Some
asking why Cabot mayor is not city's highest-paid official
After
the city council on Monday passed a record budget, aldermen wondered
out loud why Mayor Stumbaugh is making $6,000 less than his public works
director.
BYJOAN MCCOY
Leader staff writer
___The Cabot City Council,
on Monday night, unanimously passed a $10.9 million budget for 2005,
about $500,000 more than the 2004 budget. The budget in-cludes $4,000
raises for the mayor and city clerk and a $5,000 raise for the city
attorney.
___ Those raises are in addition to the
5 percent raises all city employees received this year.
___ Aldermen Eddie Cook and Tom Armstrong,
who served on the budget committee, said in December that it was unseemly
for the mayor to make less than some of the employees he oversees.
___ But even after his hefty pay raise,
Mayor Stubby Stumbaugh still will be paid less than the public works
director, who is paid $60,377 and the city engineer who is paid $54,366.
___ Under the new budget the mayor, city
clerk and city attorney will be paid respectively $53,238, $44,462 and
$60,427. The budget also includes pay raises of $100 a month for the
city's eight council members, bringing their yearly salaries to $5,505.
___ Alderman David Polantz asked for the
increase during the December budget meeting, saying it was getting hard
to find anyone to run for city council and the extra pay might be an
incentive.
___ The budget also includes the salaries
for three new police officers and three new firefighters.
___ As it was presented to council members
Monday night, the budget contained more than $1.5 million in expenses
in the wastewater and street departments that was not funded. Polantz
asked that the proposed expenditures be included in the budget as the
beginning of a five-year plan for city expenditures.
___ Alderman Armstrong said the column
of figures was confusing and requested that they be taken out. The request
became an amendment that was added to the budget before it was passed.

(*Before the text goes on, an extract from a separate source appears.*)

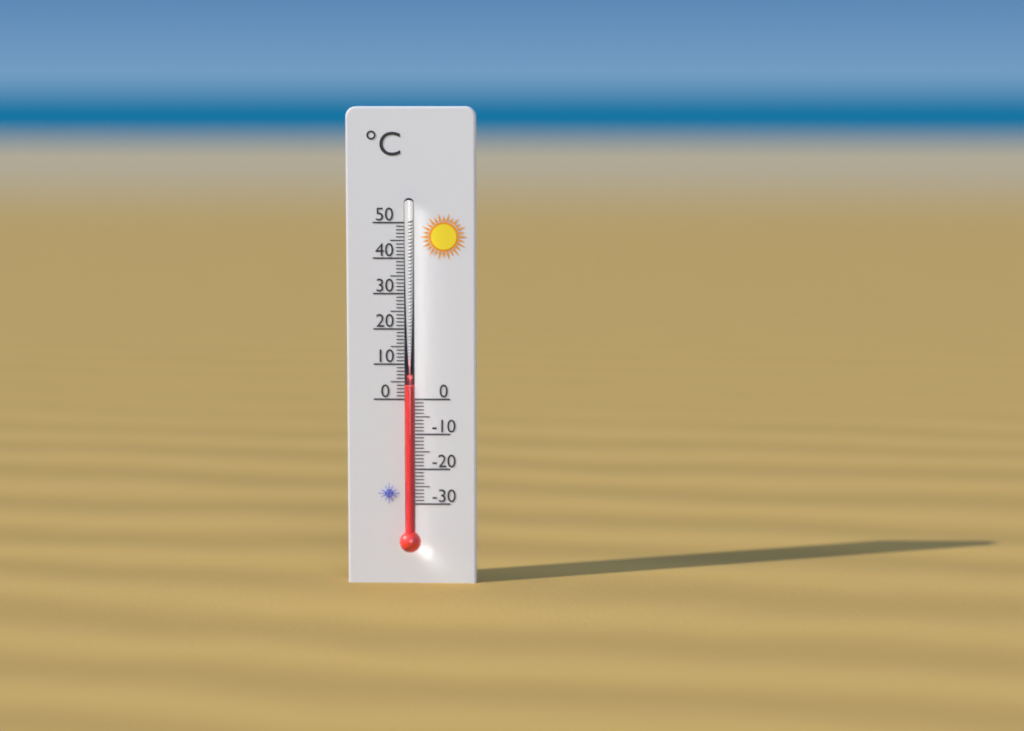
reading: 4 °C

In other business, the council approved rezoning the site of the Honey
Pot Daycare at 2120 W. Main from R-1 to C-2.
___ Polantz questioned the wisdom of the
rezoning on the side of the street with no other commercial property.
___ The daycare operated in residential
under a special use permit. "The only thing I worry about is when the
commercial jumps the street, the whole thing can go," he said.
___ The vote was not a roll call vote and
Polantz did not speak as it was taken. The council unanimously approved
rezoning property located at 710 N. Second from R-1 to C-2. Once occupied
by Cabot Small Engine, the property will become a bakery shop.
___ The council did not vote on asking
for requests for qualifications for professional engineering services
to identify and correct infiltration and inflow problems with sewer
lines in the city.
___ Instead, the council agreed that the
new public utilities commission should advertise for an engineer.